Key Terms and Variables
- First term \(a_1\)
- The starting value of the sequence — the value at position \(n = 1\). Every other term is built by repeatedly adding the common difference to it.
- Common difference \(d\)
- The fixed amount added from one term to the next: \(d = a_{n} - a_{n-1}\). A positive \(d\) gives an increasing sequence, a negative \(d\) a decreasing one, and \(d = 0\) a constant sequence.
- nth term \(a_n\)
- The value of the term at position \(n\), found directly with \(a_n = a_1 + (n-1)d\) without listing every term in between.
- Partial sum \(S_n\)
- The sum of the first \(n\) terms, \(S_n = \frac{n}{2}(a_1 + a_n)\). It pairs the first and last terms and multiplies by the number of pairs.
- Term position \(n\)
- A positive integer index telling you which term you want (1st, 2nd, 3rd, …). It also equals how many terms are being summed in \(S_n\).
- Arithmetic sequence vs. series
- A sequence is the ordered list of terms (5, 7, 9, …); a series is what you get when you add those terms together. \(a_n\) describes the sequence, while \(S_n\) is the value of the corresponding finite series.
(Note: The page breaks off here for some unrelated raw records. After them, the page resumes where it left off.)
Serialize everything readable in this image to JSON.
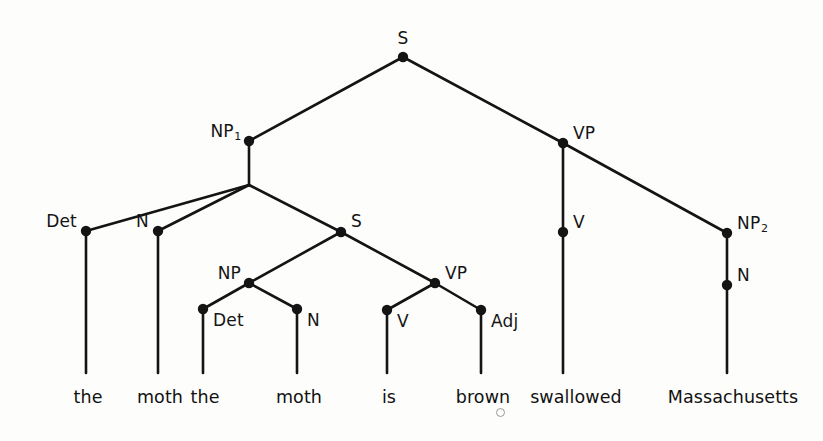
{
  "figure": {
    "type": "syntax-tree",
    "background_color": "#fdfdfc",
    "ink_color": "#141414",
    "sentence": "the moth the moth is brown swallowed Massachusetts"
  },
  "nodes": [
    {
      "id": "s-root",
      "label": "S",
      "sub": "",
      "x": 403,
      "y": 57,
      "label_x": 403,
      "label_y": 30,
      "label_align": "center"
    },
    {
      "id": "np1",
      "label": "NP",
      "sub": "1",
      "x": 249,
      "y": 141,
      "label_x": 241,
      "label_y": 123,
      "label_align": "right"
    },
    {
      "id": "vp-main",
      "label": "VP",
      "sub": "",
      "x": 563,
      "y": 143,
      "label_x": 573,
      "label_y": 125,
      "label_align": "left"
    },
    {
      "id": "det-1",
      "label": "Det",
      "sub": "",
      "x": 86,
      "y": 231,
      "label_x": 77,
      "label_y": 213,
      "label_align": "right"
    },
    {
      "id": "n-1",
      "label": "N",
      "sub": "",
      "x": 158,
      "y": 231,
      "label_x": 149,
      "label_y": 213,
      "label_align": "right"
    },
    {
      "id": "s-embed",
      "label": "S",
      "sub": "",
      "x": 341,
      "y": 232,
      "label_x": 351,
      "label_y": 213,
      "label_align": "left"
    },
    {
      "id": "v-main",
      "label": "V",
      "sub": "",
      "x": 563,
      "y": 232,
      "label_x": 573,
      "label_y": 214,
      "label_align": "left"
    },
    {
      "id": "np2",
      "label": "NP",
      "sub": "2",
      "x": 727,
      "y": 233,
      "label_x": 737,
      "label_y": 215,
      "label_align": "left"
    },
    {
      "id": "np-embed",
      "label": "NP",
      "sub": "",
      "x": 249,
      "y": 283,
      "label_x": 241,
      "label_y": 265,
      "label_align": "right"
    },
    {
      "id": "vp-embed",
      "label": "VP",
      "sub": "",
      "x": 435,
      "y": 283,
      "label_x": 445,
      "label_y": 265,
      "label_align": "left"
    },
    {
      "id": "n-2",
      "label": "N",
      "sub": "",
      "x": 727,
      "y": 285,
      "label_x": 737,
      "label_y": 267,
      "label_align": "left"
    },
    {
      "id": "det-2",
      "label": "Det",
      "sub": "",
      "x": 203,
      "y": 309,
      "label_x": 213,
      "label_y": 312,
      "label_align": "left"
    },
    {
      "id": "n-3",
      "label": "N",
      "sub": "",
      "x": 297,
      "y": 309,
      "label_x": 307,
      "label_y": 312,
      "label_align": "left"
    },
    {
      "id": "v-embed",
      "label": "V",
      "sub": "",
      "x": 387,
      "y": 310,
      "label_x": 397,
      "label_y": 313,
      "label_align": "left"
    },
    {
      "id": "adj",
      "label": "Adj",
      "sub": "",
      "x": 481,
      "y": 310,
      "label_x": 491,
      "label_y": 313,
      "label_align": "left"
    }
  ],
  "junctions": [
    {
      "id": "np1-split",
      "x": 249,
      "y": 185
    }
  ],
  "edges": [
    {
      "id": "root-to-np1",
      "x1": 403,
      "y1": 57,
      "x2": 249,
      "y2": 141
    },
    {
      "id": "root-to-vp",
      "x1": 403,
      "y1": 57,
      "x2": 563,
      "y2": 143
    },
    {
      "id": "np1-stem",
      "x1": 249,
      "y1": 141,
      "x2": 249,
      "y2": 185
    },
    {
      "id": "np1-to-det1",
      "x1": 249,
      "y1": 185,
      "x2": 86,
      "y2": 231
    },
    {
      "id": "np1-to-n1",
      "x1": 249,
      "y1": 185,
      "x2": 158,
      "y2": 231
    },
    {
      "id": "np1-to-sembed",
      "x1": 249,
      "y1": 185,
      "x2": 341,
      "y2": 232
    },
    {
      "id": "vp-to-v",
      "x1": 563,
      "y1": 143,
      "x2": 563,
      "y2": 232
    },
    {
      "id": "vp-to-np2",
      "x1": 563,
      "y1": 143,
      "x2": 727,
      "y2": 233
    },
    {
      "id": "sembed-to-npembed",
      "x1": 341,
      "y1": 232,
      "x2": 249,
      "y2": 283
    },
    {
      "id": "sembed-to-vpembed",
      "x1": 341,
      "y1": 232,
      "x2": 435,
      "y2": 283
    },
    {
      "id": "npembed-to-det2",
      "x1": 249,
      "y1": 283,
      "x2": 203,
      "y2": 309
    },
    {
      "id": "npembed-to-n3",
      "x1": 249,
      "y1": 283,
      "x2": 297,
      "y2": 309
    },
    {
      "id": "vpembed-to-vembed",
      "x1": 435,
      "y1": 283,
      "x2": 387,
      "y2": 310
    },
    {
      "id": "vpembed-to-adj",
      "x1": 435,
      "y1": 283,
      "x2": 481,
      "y2": 310
    },
    {
      "id": "np2-to-n2",
      "x1": 727,
      "y1": 233,
      "x2": 727,
      "y2": 285
    },
    {
      "id": "det1-leaf",
      "x1": 86,
      "y1": 231,
      "x2": 86,
      "y2": 373
    },
    {
      "id": "n1-leaf",
      "x1": 158,
      "y1": 231,
      "x2": 158,
      "y2": 373
    },
    {
      "id": "det2-leaf",
      "x1": 203,
      "y1": 309,
      "x2": 203,
      "y2": 373
    },
    {
      "id": "n3-leaf",
      "x1": 297,
      "y1": 309,
      "x2": 297,
      "y2": 373
    },
    {
      "id": "vembed-leaf",
      "x1": 387,
      "y1": 310,
      "x2": 387,
      "y2": 373
    },
    {
      "id": "adj-leaf",
      "x1": 481,
      "y1": 310,
      "x2": 481,
      "y2": 373
    },
    {
      "id": "vmain-leaf",
      "x1": 563,
      "y1": 232,
      "x2": 563,
      "y2": 373
    },
    {
      "id": "n2-leaf",
      "x1": 727,
      "y1": 285,
      "x2": 727,
      "y2": 373
    }
  ],
  "leaves": [
    {
      "id": "leaf-the-1",
      "word": "the",
      "x": 88,
      "y": 389
    },
    {
      "id": "leaf-moth-1",
      "word": "moth",
      "x": 160,
      "y": 389
    },
    {
      "id": "leaf-the-2",
      "word": "the",
      "x": 205,
      "y": 389
    },
    {
      "id": "leaf-moth-2",
      "word": "moth",
      "x": 299,
      "y": 389
    },
    {
      "id": "leaf-is",
      "word": "is",
      "x": 389,
      "y": 389
    },
    {
      "id": "leaf-brown",
      "word": "brown",
      "x": 483,
      "y": 389
    },
    {
      "id": "leaf-swallowed",
      "word": "swallowed",
      "x": 576,
      "y": 389
    },
    {
      "id": "leaf-massachusetts",
      "word": "Massachusetts",
      "x": 733,
      "y": 389
    }
  ],
  "artifacts": [
    {
      "id": "speck-below-brown",
      "x": 496,
      "y": 408,
      "size": 7
    }
  ]
}
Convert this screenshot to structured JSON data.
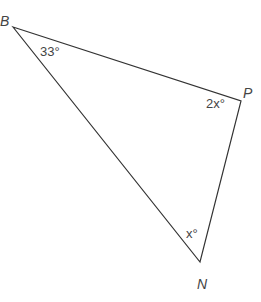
{
  "diagram": {
    "type": "triangle",
    "vertices": [
      {
        "name": "B",
        "x": 13,
        "y": 27
      },
      {
        "name": "P",
        "x": 241,
        "y": 101
      },
      {
        "name": "N",
        "x": 200,
        "y": 262
      }
    ],
    "labels": {
      "B": "B",
      "P": "P",
      "N": "N"
    },
    "angles": {
      "B": "33°",
      "P": "2x°",
      "N": "x°"
    },
    "colors": {
      "line": "#333333",
      "text": "#444444"
    }
  }
}
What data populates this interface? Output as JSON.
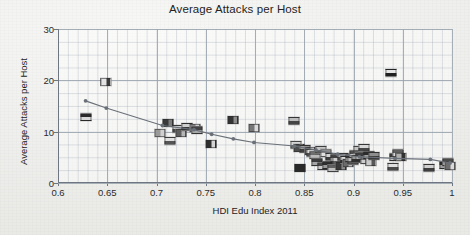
{
  "chart_data": {
    "type": "scatter",
    "title": "Average Attacks per Host",
    "xlabel": "HDI Edu Index 2011",
    "ylabel": "Average Attacks per Host",
    "xlim": [
      0.6,
      1.0
    ],
    "ylim": [
      0,
      30
    ],
    "xticks": [
      "0.6",
      "0.65",
      "0.7",
      "0.75",
      "0.8",
      "0.85",
      "0.9",
      "0.95",
      "1"
    ],
    "xtick_values": [
      0.6,
      0.65,
      0.7,
      0.75,
      0.8,
      0.85,
      0.9,
      0.95,
      1.0
    ],
    "yticks": [
      "0",
      "10",
      "20",
      "30"
    ],
    "ytick_values": [
      0,
      10,
      20,
      30
    ],
    "grid": true,
    "minor_grid": true,
    "legend": "none",
    "marker_style": "country-flag-icons",
    "points": [
      {
        "x": 0.628,
        "y": 12.9,
        "flag": [
          "#2a2a2a",
          "#d8d8d8"
        ]
      },
      {
        "x": 0.649,
        "y": 19.6,
        "flag": [
          "#e4e4e4",
          "#3a3a3a"
        ]
      },
      {
        "x": 0.704,
        "y": 9.7,
        "flag": [
          "#9a9a9a",
          "#d0d0d0"
        ]
      },
      {
        "x": 0.712,
        "y": 11.7,
        "flag": [
          "#3a3a3a",
          "#7d7d7d"
        ]
      },
      {
        "x": 0.714,
        "y": 8.2,
        "flag": [
          "#e0e0e0",
          "#555555"
        ]
      },
      {
        "x": 0.722,
        "y": 10.6,
        "flag": [
          "#c9c9c9",
          "#4a4a4a"
        ]
      },
      {
        "x": 0.725,
        "y": 9.8,
        "flag": [
          "#5e5e5e",
          "#b6b6b6"
        ]
      },
      {
        "x": 0.731,
        "y": 11.0,
        "flag": [
          "#cfcfcf",
          "#383838"
        ]
      },
      {
        "x": 0.739,
        "y": 10.8,
        "flag": [
          "#8e8e8e",
          "#e2e2e2"
        ]
      },
      {
        "x": 0.741,
        "y": 10.4,
        "flag": [
          "#434343",
          "#a8a8a8"
        ]
      },
      {
        "x": 0.755,
        "y": 7.6,
        "flag": [
          "#2f2f2f",
          "#d4d4d4"
        ]
      },
      {
        "x": 0.778,
        "y": 12.3,
        "flag": [
          "#333333",
          "#8c8c8c"
        ]
      },
      {
        "x": 0.799,
        "y": 10.8,
        "flag": [
          "#777777",
          "#dcdcdc"
        ]
      },
      {
        "x": 0.84,
        "y": 12.1,
        "flag": [
          "#bcbcbc",
          "#454545"
        ]
      },
      {
        "x": 0.842,
        "y": 7.5,
        "flag": [
          "#d6d6d6",
          "#6a6a6a"
        ]
      },
      {
        "x": 0.845,
        "y": 6.9,
        "flag": [
          "#4d4d4d",
          "#c2c2c2"
        ]
      },
      {
        "x": 0.846,
        "y": 3.0,
        "flag": [
          "#2a2a2a",
          "#2a2a2a"
        ]
      },
      {
        "x": 0.851,
        "y": 6.6,
        "flag": [
          "#9e9e9e",
          "#3f3f3f"
        ]
      },
      {
        "x": 0.856,
        "y": 6.3,
        "flag": [
          "#5a5a5a",
          "#cfcfcf"
        ]
      },
      {
        "x": 0.858,
        "y": 5.8,
        "flag": [
          "#dadada",
          "#4f4f4f"
        ]
      },
      {
        "x": 0.861,
        "y": 5.4,
        "flag": [
          "#6d6d6d",
          "#b9b9b9"
        ]
      },
      {
        "x": 0.863,
        "y": 4.0,
        "flag": [
          "#3c3c3c",
          "#a5a5a5"
        ]
      },
      {
        "x": 0.867,
        "y": 6.5,
        "flag": [
          "#c6c6c6",
          "#575757"
        ]
      },
      {
        "x": 0.869,
        "y": 3.3,
        "flag": [
          "#484848",
          "#cacaca"
        ]
      },
      {
        "x": 0.872,
        "y": 5.9,
        "flag": [
          "#8a8a8a",
          "#e0e0e0"
        ]
      },
      {
        "x": 0.874,
        "y": 3.6,
        "flag": [
          "#2e2e2e",
          "#9b9b9b"
        ]
      },
      {
        "x": 0.877,
        "y": 5.1,
        "flag": [
          "#d2d2d2",
          "#3a3a3a"
        ]
      },
      {
        "x": 0.879,
        "y": 2.9,
        "flag": [
          "#606060",
          "#c0c0c0"
        ]
      },
      {
        "x": 0.882,
        "y": 4.8,
        "flag": [
          "#454545",
          "#b2b2b2"
        ]
      },
      {
        "x": 0.884,
        "y": 4.3,
        "flag": [
          "#cdcdcd",
          "#5d5d5d"
        ]
      },
      {
        "x": 0.887,
        "y": 3.4,
        "flag": [
          "#393939",
          "#8f8f8f"
        ]
      },
      {
        "x": 0.889,
        "y": 5.0,
        "flag": [
          "#a0a0a0",
          "#4c4c4c"
        ]
      },
      {
        "x": 0.892,
        "y": 4.4,
        "flag": [
          "#dcdcdc",
          "#2f2f2f"
        ]
      },
      {
        "x": 0.894,
        "y": 3.9,
        "flag": [
          "#6b6b6b",
          "#c8c8c8"
        ]
      },
      {
        "x": 0.897,
        "y": 4.9,
        "flag": [
          "#353535",
          "#adadad"
        ]
      },
      {
        "x": 0.899,
        "y": 4.2,
        "flag": [
          "#bdbdbd",
          "#525252"
        ]
      },
      {
        "x": 0.902,
        "y": 5.6,
        "flag": [
          "#4e4e4e",
          "#d6d6d6"
        ]
      },
      {
        "x": 0.904,
        "y": 4.6,
        "flag": [
          "#969696",
          "#313131"
        ]
      },
      {
        "x": 0.906,
        "y": 6.4,
        "flag": [
          "#c4c4c4",
          "#666666"
        ]
      },
      {
        "x": 0.908,
        "y": 5.2,
        "flag": [
          "#3d3d3d",
          "#b5b5b5"
        ]
      },
      {
        "x": 0.911,
        "y": 6.8,
        "flag": [
          "#d8d8d8",
          "#474747"
        ]
      },
      {
        "x": 0.913,
        "y": 4.5,
        "flag": [
          "#717171",
          "#cdcdcd"
        ]
      },
      {
        "x": 0.916,
        "y": 5.5,
        "flag": [
          "#2c2c2c",
          "#a2a2a2"
        ]
      },
      {
        "x": 0.918,
        "y": 4.1,
        "flag": [
          "#cacaca",
          "#585858"
        ]
      },
      {
        "x": 0.921,
        "y": 5.3,
        "flag": [
          "#8d8d8d",
          "#3b3b3b"
        ]
      },
      {
        "x": 0.938,
        "y": 21.5,
        "flag": [
          "#e6e6e6",
          "#1f1f1f"
        ]
      },
      {
        "x": 0.94,
        "y": 3.1,
        "flag": [
          "#dedede",
          "#4a4a4a"
        ]
      },
      {
        "x": 0.942,
        "y": 5.1,
        "flag": [
          "#3a3a3a",
          "#c3c3c3"
        ]
      },
      {
        "x": 0.945,
        "y": 5.9,
        "flag": [
          "#5f5f5f",
          "#d9d9d9"
        ]
      },
      {
        "x": 0.948,
        "y": 5.0,
        "flag": [
          "#b0b0b0",
          "#333333"
        ]
      },
      {
        "x": 0.977,
        "y": 3.0,
        "flag": [
          "#d0d0d0",
          "#3e3e3e"
        ]
      },
      {
        "x": 0.993,
        "y": 3.6,
        "flag": [
          "#2b2b2b",
          "#9f9f9f"
        ]
      },
      {
        "x": 0.996,
        "y": 4.0,
        "flag": [
          "#4b4b4b",
          "#c7c7c7"
        ]
      },
      {
        "x": 0.998,
        "y": 3.3,
        "flag": [
          "#6c6c6c",
          "#dadada"
        ]
      }
    ],
    "trend_line": {
      "name": "fitted trend",
      "color": "#6a7078",
      "marker": "dot",
      "x": [
        0.628,
        0.649,
        0.706,
        0.738,
        0.756,
        0.778,
        0.799,
        0.84,
        0.862,
        0.884,
        0.906,
        0.942,
        0.978,
        0.998
      ],
      "y": [
        16.0,
        14.6,
        11.2,
        10.4,
        9.5,
        8.6,
        7.9,
        7.2,
        6.4,
        5.6,
        5.1,
        4.8,
        4.6,
        3.9
      ]
    }
  }
}
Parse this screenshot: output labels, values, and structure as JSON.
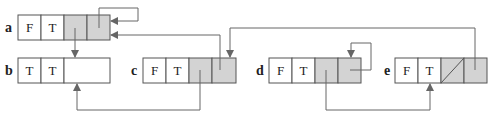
{
  "colors": {
    "white_cell": "#ffffff",
    "gray_cell": "#d3d3d3",
    "stroke": "#555555",
    "arrow": "#666666"
  },
  "nodes": [
    {
      "id": "a",
      "label": "a",
      "cells": [
        "F",
        "T",
        "",
        ""
      ]
    },
    {
      "id": "b",
      "label": "b",
      "cells": [
        "T",
        "T",
        ""
      ]
    },
    {
      "id": "c",
      "label": "c",
      "cells": [
        "F",
        "T",
        "",
        ""
      ]
    },
    {
      "id": "d",
      "label": "d",
      "cells": [
        "F",
        "T",
        "",
        ""
      ]
    },
    {
      "id": "e",
      "label": "e",
      "cells": [
        "F",
        "T",
        "",
        ""
      ]
    }
  ],
  "edges": [
    {
      "from": "a.cell4",
      "to": "a",
      "desc": "self-loop"
    },
    {
      "from": "a.cell3",
      "to": "b"
    },
    {
      "from": "c.cell4",
      "to": "a"
    },
    {
      "from": "c.cell3",
      "to": "b"
    },
    {
      "from": "e.cell4",
      "to": "c"
    },
    {
      "from": "d.cell4",
      "to": "d",
      "desc": "self-loop"
    },
    {
      "from": "d.cell3",
      "to": "e"
    },
    {
      "from": "e.cell3",
      "to": null,
      "desc": "null pointer (diagonal slash)"
    }
  ]
}
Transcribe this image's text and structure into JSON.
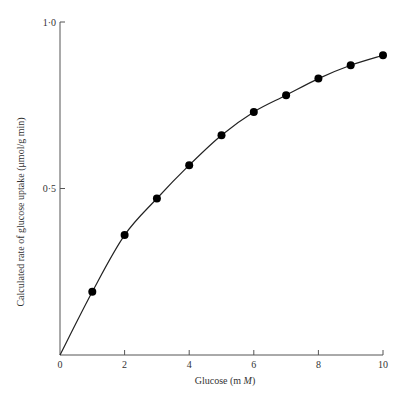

How to Calculate It by Hand
Use this procedure to find both the nth term and the sum from the three inputs \(a_1\), \(d\), and \(n\). We'll carry the example \(a_1 = 5\), \(d = 2\), \(n = 8\) through each step.
- Identify \(a_1\), \(d\), and \(n\). Read the first term, the constant step between terms, and the position you need. Here \(a_1 = 5\), \(d = 2\), and \(n = 8\).
- Compute the nth term. Substitute into \(a_n = a_1 + (n-1)d\):
\(a_8 = 5 + (8 - 1)\times 2 = 5 + 7\times 2 = 5 + 14 = 19\). - Compute the partial sum. Substitute \(a_1\), \(a_n\), and \(n\) into \(S_n = \frac{n}{2}(a_1 + a_n)\):
\(S_8 = \frac{8}{2}(5 + 19) = 4 \times 24 = 96\). - Check the result. Listing the terms gives 5, 7, 9, 11, 13, 15, 17, 19 — the last is \(a_8 = 19\) and they total 96, confirming \(S_8\).
If you only need the sum and already prefer working from \(a_1\) and \(d\), the combined form \(S_n = \frac{n}{2}\bigl(2a_1 + (n-1)d\bigr)\) gives the same answer in one line: \(S_8 = \frac{8}{2}(2\times 5 + 7\times 2) = 4(10 + 14) = 96\).
FAQ
Can d be negative? Yes. A negative common difference produces a decreasing sequence, and the formulas still work exactly.
What does \(S_n\) represent? It is the total of all terms from \(a_1\) up to and including \(a_n\) — a partial (finite) sum, not an infinite series.
What if \(n = 1\)? Then \(a_n = a_1\) and \(S_n = a_1\), since there is only one term.